Samsung’s hotly anticipated Galaxy Fold smartphone is set to be released this Friday, and when it is it will become the first widely available handset with a foldable display. That’s the good news. The bad news is that so far, we have every indication that the Galaxy Fold is a piece of junk. When companies send review units out to bloggers, it’s troubling to see even one or two devices fail. In the case of the Galaxy Fold, we have now lost count of how many bloggers have said that their review units broke. This is obviously hugely troubling considering the only reason to buy a $2,000 Galaxy Fold is for the folding screen, and the folding screen is what has been breaking.
Beyond the apparent shoddy craftsmanship and horrible build quality, the Galaxy Fold has even more issues. First, there’s a thin plastic film stuck on the screen that looks like one of the cheap screen protectors that come pre-applied on many Android phones. It turns out that this is no screen protector though, and if you peel it off your display will break. That’s right, it’s a $2,000 phone with a display layer that doesn’t extend all the way to the edges and peels right off. As a cherry on top, the design itself is terrible, even if you disregard the fact that Galaxy Fold units are breaking left and right. It’s too thick when folded closed, there’s a gap between the two sides that makes it even thicker, the inner and outer displays have huge, unsightly bezels around them, and there’s a massive notch chomped out of the corner of the main display. Ugh.

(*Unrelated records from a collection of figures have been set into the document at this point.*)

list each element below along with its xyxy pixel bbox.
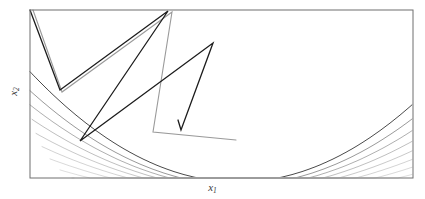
secondary-trajectory-group — [33, 10, 236, 140]
y-axis-label-sub: 2 — [12, 87, 21, 91]
figure-container: x1 x2 — [0, 0, 425, 199]
contour-line — [36, 133, 412, 178]
secondary-trajectory-path — [33, 10, 236, 140]
contour-lines-group — [30, 72, 412, 178]
optimization-trajectory-group — [30, 10, 213, 141]
contour-line — [30, 105, 412, 178]
contour-line — [42, 147, 412, 178]
contour-line — [50, 159, 412, 178]
trajectory-path — [30, 10, 213, 141]
x-axis-label: x1 — [0, 182, 425, 193]
contour-plot-svg — [0, 0, 425, 199]
y-axis-label-main: x — [7, 91, 19, 96]
axes-frame — [30, 10, 413, 178]
x-axis-label-sub: 1 — [213, 186, 217, 195]
y-axis-label: x2 — [8, 72, 19, 112]
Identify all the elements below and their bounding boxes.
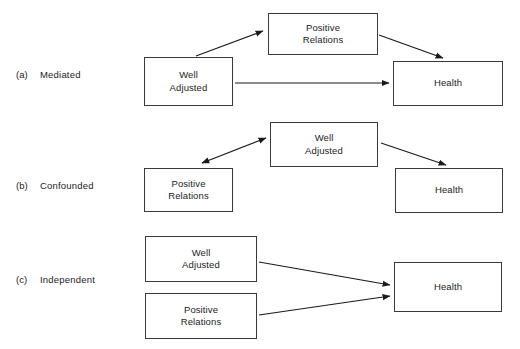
node-a-health-label: Health <box>432 77 464 90</box>
node-c-well-adjusted-label: Well Adjusted <box>180 247 222 272</box>
node-a-well-adjusted: Well Adjusted <box>144 57 233 106</box>
path-diagram-figure: (a) Mediated Well Adjusted Positive Rela… <box>0 0 520 349</box>
node-c-health: Health <box>394 262 502 312</box>
node-b-health: Health <box>395 168 503 213</box>
node-b-well-adjusted-label: Well Adjusted <box>303 132 345 157</box>
node-a-health: Health <box>393 61 503 106</box>
node-a-positive-relations: Positive Relations <box>268 13 378 55</box>
c-arrow-wa-to-health <box>259 262 390 285</box>
node-c-well-adjusted: Well Adjusted <box>145 236 257 282</box>
node-c-health-label: Health <box>432 281 464 294</box>
node-b-health-label: Health <box>433 184 465 197</box>
node-c-positive-relations: Positive Relations <box>145 293 257 339</box>
node-a-positive-relations-label: Positive Relations <box>301 22 346 47</box>
c-arrow-pr-to-health <box>259 296 390 315</box>
node-b-well-adjusted: Well Adjusted <box>270 122 378 167</box>
b-arrow-wa-to-health <box>381 143 446 165</box>
a-arrow-wa-to-pr <box>196 31 263 56</box>
panel-b-title: Confounded <box>40 180 94 191</box>
panel-c-title: Independent <box>40 274 95 285</box>
panel-c-letter: (c) <box>16 274 27 285</box>
a-arrow-pr-to-health <box>379 35 443 58</box>
node-b-positive-relations: Positive Relations <box>144 168 233 212</box>
node-a-well-adjusted-label: Well Adjusted <box>168 69 210 94</box>
panel-b-letter: (b) <box>16 180 28 191</box>
b-arrow-wa-pr-double <box>202 138 266 163</box>
node-b-positive-relations-label: Positive Relations <box>166 178 211 203</box>
panel-a-letter: (a) <box>16 69 28 80</box>
node-c-positive-relations-label: Positive Relations <box>179 304 224 329</box>
panel-a-title: Mediated <box>40 69 81 80</box>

The good news, if there’s any to be found in this huge mess, is that Samsung is already working on next-generation foldable devices that will apparently feature much better designs — though at this point, things can’t get much worse.
As we first explained 7 months ago and then reiterated last week when it became even more obvious that we were correct, the Galaxy Fold was destined to be a disaster. Simply put, Samsung is terrible at making first-generation products. The company’s early smartphones were cheap iPhone knockoffs with terrible build quality and even worse performance, and its early tablets were… well… cheap iPad knockoffs with terrible build quality and even worse performance. Today, however, Samsung’s phones and tablets are among the best in the business in terms of both design and performance.
Samsung is all about refinement. The company rushes out first-generation products and they’re pretty much always complete junk. After a few iterations, however, the company gets its act together. At this point you would pretty much have to be insane to buy a first-gen Samsung device, let alone something as new and complex as a foldable smartphone.
We’ve warned you enough at this point that it’s safe to say you’ll save your $2,000 and skip the Galaxy Fold. That’s bad news if you’ve been looking forward to foldable phones, but thankfully we have some good news to share as well. According to a report from Korean-language industry news site The Bell, Samsung is already hard at work on next-generation foldable devices.
Details are scarce at this point in time, but there are a few key takeaways from the report. First, it looks like Samsung might be working on a new foldable smartphone as well as a new foldable tablet, because the display sizes mentioned by The Bell are 8 inches and 13 inches. A device with an 8-inch folding display would almost certainly be a new smartphone. After all, the Galaxy Fold already has a 7.3-inch screen — take away the big bezels that surround it and Samsung wouldn’t even have to make a second-gen model much larger in order to fit in an 8-inch screen. At 13 inches, the other device in question would almost certainly be a tablet.
The other big takeaway from the report is that Samsung is working on new designs that sound very cool compared to the Galaxy Fold. The upcoming foldable Huawei Mate X already has a much better design than the Galaxy Fold, as does the folding phone we saw Xiaomi unveil recently. The 8-inch device Samsung is making reportedly has what the report refers to as a “G type” folding screen; it will apparently have two outer pieces that fold inward on top of the third piece at the center. The larger 13-inch devices has what the report calls an “S type” foldable screen, which folds closed like the letter “S.”
Unfortunately, the report offers nothing as far as when these next-generation foldable Samsung devices might be released.